On 8 June the Office for National Statistics published its latest Beyond GDP bulletin, part of the UK Measures of National Well-being framework that has tracked the country across ten areas of life since 2011. Read the economic lines on their own and you would expect a more contented nation than the one the same release describes. That gap is the most interesting thing in the document, and it is worth sitting with.
Start with the figures that usually drive a political mood. GDP per head rose 0.9% in the first quarter of 2026 to £10,215, and it is up 11.6% on the same quarter five years earlier. Inflation cooled to 2.8% in the year to April, down from 3.5% a year before. Unemployment held at 5.0%. Median real disposable household income sat at £36,663, higher than its pre-pandemic level. Income inequality, measured by the Gini coefficient, has fallen from 36.0% in 2019 to 32.9%. The gender pay gap for full-time work narrowed again to 6.9%, continuing a decade-long decline. On almost every aggregate measure the picture is stable or quietly improving.
Now look at how people feel about it. The GfK Consumer Confidence Barometer stood at minus 25.4 in April 2026, its lowest reading since October 2023. Nearly a quarter of adults, 24.6%, said they find it fairly or very difficult to get by financially, a figure that has not moved. Almost one in five, 19.6%, were living in relative low income after housing costs. So the engine is running more smoothly than it has in years, and a large slice of the public is bracing as if it were about to stall.
It is tempting to call this a paradox. It is not. It is what happens when you only ever look at the average.
An average household income tells you nothing about the household at the edge. Stability at the aggregate can sit comfortably on top of real strain underneath, and this release is honest about that. The same section that reports steady incomes also reports that a substantial minority are struggling, and that improvements at the top line are not evenly experienced across the population. That is the polite statistical way of saying that a national figure can rise while a kitchen-table budget does not.
There is a second reason the mood lags the data, and it is about time rather than distribution. GDP and inflation describe where things are now. Confidence describes where people think things are going. Sentiment is forward-looking and it is shaped by security as much as by this month's price index: by whether the rent is safe, whether the job feels solid, whether an unexpected bill would be survivable. You can be doing fractionally better than last year and still feel exposed, because exposure is about the floor, not the trend.
The wider bulletin gives that unease somewhere to stand. Healthy life expectancy has fallen for both men and women, with men now expected to live 60.7 years in good health, down from 62.4 a few years earlier. Self-reported good health dropped from 75.4% to 70.4%. The share of adults showing signs of depression or anxiety rose to 24.6%, up from 19.7% before the pandemic. The proportion of 16 to 24 year-olds not in education, employment or training climbed to 13.5% over five years, even as exam attainment improved. None of these is a line on a growth chart, but all of them are part of how a country experiences itself, and they are moving the wrong way.
The political layer is just as telling. Trust in the UK government sits at 29.2%, still below three in ten. Turnout at the 2024 general election was 59.7%, the lowest since 2001. People are not only feeling less secure, a smaller share of them are choosing to express that through the ballot box. There is one genuinely hopeful note: the proportion who feel they have no say in what the government does fell from 69.2% to 63.8%, and a sense of belonging to one's neighbourhood rose sharply. Connection at the local level looks healthier than confidence in the institutions above it.
So what does all of this add up to. Mainly, it is a case for being careful about the dashboard we use to judge whether the country is doing well. GDP is a good measure of one thing, the size of economic activity, and a poor proxy for almost everything else. A government can preside over rising output, falling inflation and a tighter income distribution and still govern a population that feels worse, sicker and less heard than it did five years ago. If the only instrument on the panel is growth, that population is invisible until it shows up at an election.
This is not an argument against growth. Growth pays for the services that hold the other measures up, and a stalled economy would make every line in this bulletin harder, not easier. It is an argument for reading more than one instrument at once. The value of a Beyond GDP framework is precisely that it refuses to let a healthy headline speak for a population whose health, finances and trust are pointing the other way.
The uncomfortable lesson for anyone in or near government is that progress which is not felt is politically fragile. You cannot bank an improving statistic if the people it describes do not recognise themselves in it. The confidence number is not noise to be waited out until the data and the mood reconverge. It is information. It is telling you that the recovery, such as it is, has not yet reached the part of the country that decides how the recovery is judged.
The numbers are climbing. Closing the distance between them and the way the country feels is the actual work.
Figures in this piece are drawn from the Office for National Statistics, Beyond GDP insights: UK measures of National Well-being, June 2026.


> [Problem]
Would you copy the entries that follow exactly, leaving out every picture?

--------

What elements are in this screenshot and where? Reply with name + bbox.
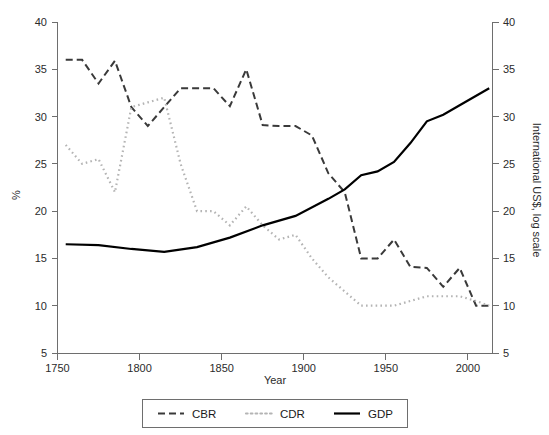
left-tick-label: 10 bbox=[35, 300, 47, 312]
left-axis: 510152025303540 % bbox=[10, 16, 58, 359]
right-tick-label: 15 bbox=[503, 252, 515, 264]
left-tick-label: 5 bbox=[41, 347, 47, 359]
left-tick-label: 30 bbox=[35, 111, 47, 123]
chart-figure: 510152025303540 % 510152025303540 Intern… bbox=[0, 0, 549, 435]
bottom-tick-label: 1950 bbox=[374, 362, 398, 374]
right-tick-label: 5 bbox=[503, 347, 509, 359]
bottom-tick-label: 1900 bbox=[291, 362, 315, 374]
right-axis-ticks: 510152025303540 bbox=[493, 16, 516, 359]
left-tick-label: 15 bbox=[35, 252, 47, 264]
left-axis-ticks: 510152025303540 bbox=[35, 16, 58, 359]
right-tick-label: 40 bbox=[503, 16, 515, 28]
series-line-cbr bbox=[66, 60, 490, 306]
legend-label-cdr: CDR bbox=[280, 408, 305, 420]
left-tick-label: 20 bbox=[35, 205, 47, 217]
legend-items: CBRCDRGDP bbox=[158, 408, 393, 420]
right-tick-label: 10 bbox=[503, 300, 515, 312]
bottom-tick-label: 2000 bbox=[456, 362, 480, 374]
right-tick-label: 25 bbox=[503, 158, 515, 170]
bottom-axis: 175018001850190019502000 Year bbox=[45, 354, 492, 387]
legend-label-cbr: CBR bbox=[192, 408, 216, 420]
bottom-tick-label: 1850 bbox=[209, 362, 233, 374]
right-axis-title: International US$, log scale bbox=[531, 123, 543, 258]
right-tick-label: 35 bbox=[503, 63, 515, 75]
left-axis-title: % bbox=[10, 190, 22, 200]
left-tick-label: 35 bbox=[35, 63, 47, 75]
bottom-axis-ticks: 175018001850190019502000 bbox=[45, 354, 480, 375]
series-line-cdr bbox=[66, 98, 490, 306]
bottom-axis-title: Year bbox=[264, 374, 287, 386]
left-tick-label: 25 bbox=[35, 158, 47, 170]
right-tick-label: 20 bbox=[503, 205, 515, 217]
right-axis: 510152025303540 International US$, log s… bbox=[493, 16, 544, 359]
data-series-group bbox=[66, 60, 490, 306]
bottom-tick-label: 1800 bbox=[127, 362, 151, 374]
right-tick-label: 30 bbox=[503, 111, 515, 123]
left-tick-label: 40 bbox=[35, 16, 47, 28]
line-chart-svg: 510152025303540 % 510152025303540 Intern… bbox=[0, 0, 549, 435]
chart-legend: CBRCDRGDP bbox=[143, 400, 408, 428]
legend-label-gdp: GDP bbox=[368, 408, 393, 420]
bottom-tick-label: 1750 bbox=[45, 362, 69, 374]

--------

> [Reply to the exercise]
What elements are in this screenshot and where? Reply with name + bbox.
left-tick-label: 10 bbox=[35, 300, 47, 312]
left-axis: 510152025303540 % bbox=[10, 16, 58, 359]
right-tick-label: 15 bbox=[503, 252, 515, 264]
left-tick-label: 5 bbox=[41, 347, 47, 359]
left-tick-label: 30 bbox=[35, 111, 47, 123]
chart-figure: 510152025303540 % 510152025303540 Intern… bbox=[0, 0, 549, 435]
bottom-tick-label: 1950 bbox=[374, 362, 398, 374]
right-tick-label: 5 bbox=[503, 347, 509, 359]
bottom-tick-label: 1900 bbox=[291, 362, 315, 374]
right-axis-ticks: 510152025303540 bbox=[493, 16, 516, 359]
left-tick-label: 15 bbox=[35, 252, 47, 264]
left-axis-ticks: 510152025303540 bbox=[35, 16, 58, 359]
right-tick-label: 40 bbox=[503, 16, 515, 28]
series-line-cbr bbox=[66, 60, 490, 306]
legend-label-cdr: CDR bbox=[280, 408, 305, 420]
left-tick-label: 20 bbox=[35, 205, 47, 217]
legend-items: CBRCDRGDP bbox=[158, 408, 393, 420]
right-tick-label: 10 bbox=[503, 300, 515, 312]
bottom-tick-label: 2000 bbox=[456, 362, 480, 374]
right-tick-label: 25 bbox=[503, 158, 515, 170]
bottom-axis: 175018001850190019502000 Year bbox=[45, 354, 492, 387]
legend-label-cbr: CBR bbox=[192, 408, 216, 420]
bottom-tick-label: 1850 bbox=[209, 362, 233, 374]
right-axis-title: International US$, log scale bbox=[531, 123, 543, 258]
right-tick-label: 35 bbox=[503, 63, 515, 75]
left-axis-title: % bbox=[10, 190, 22, 200]
left-tick-label: 35 bbox=[35, 63, 47, 75]
bottom-axis-ticks: 175018001850190019502000 bbox=[45, 354, 480, 375]
series-line-cdr bbox=[66, 98, 490, 306]
bottom-axis-title: Year bbox=[264, 374, 287, 386]
left-tick-label: 25 bbox=[35, 158, 47, 170]
right-tick-label: 20 bbox=[503, 205, 515, 217]
right-axis: 510152025303540 International US$, log s… bbox=[493, 16, 544, 359]
data-series-group bbox=[66, 60, 490, 306]
bottom-tick-label: 1800 bbox=[127, 362, 151, 374]
right-tick-label: 30 bbox=[503, 111, 515, 123]
left-tick-label: 40 bbox=[35, 16, 47, 28]
line-chart-svg: 510152025303540 % 510152025303540 Intern… bbox=[0, 0, 549, 435]
chart-legend: CBRCDRGDP bbox=[143, 400, 408, 428]
legend-label-gdp: GDP bbox=[368, 408, 393, 420]
bottom-tick-label: 1750 bbox=[45, 362, 69, 374]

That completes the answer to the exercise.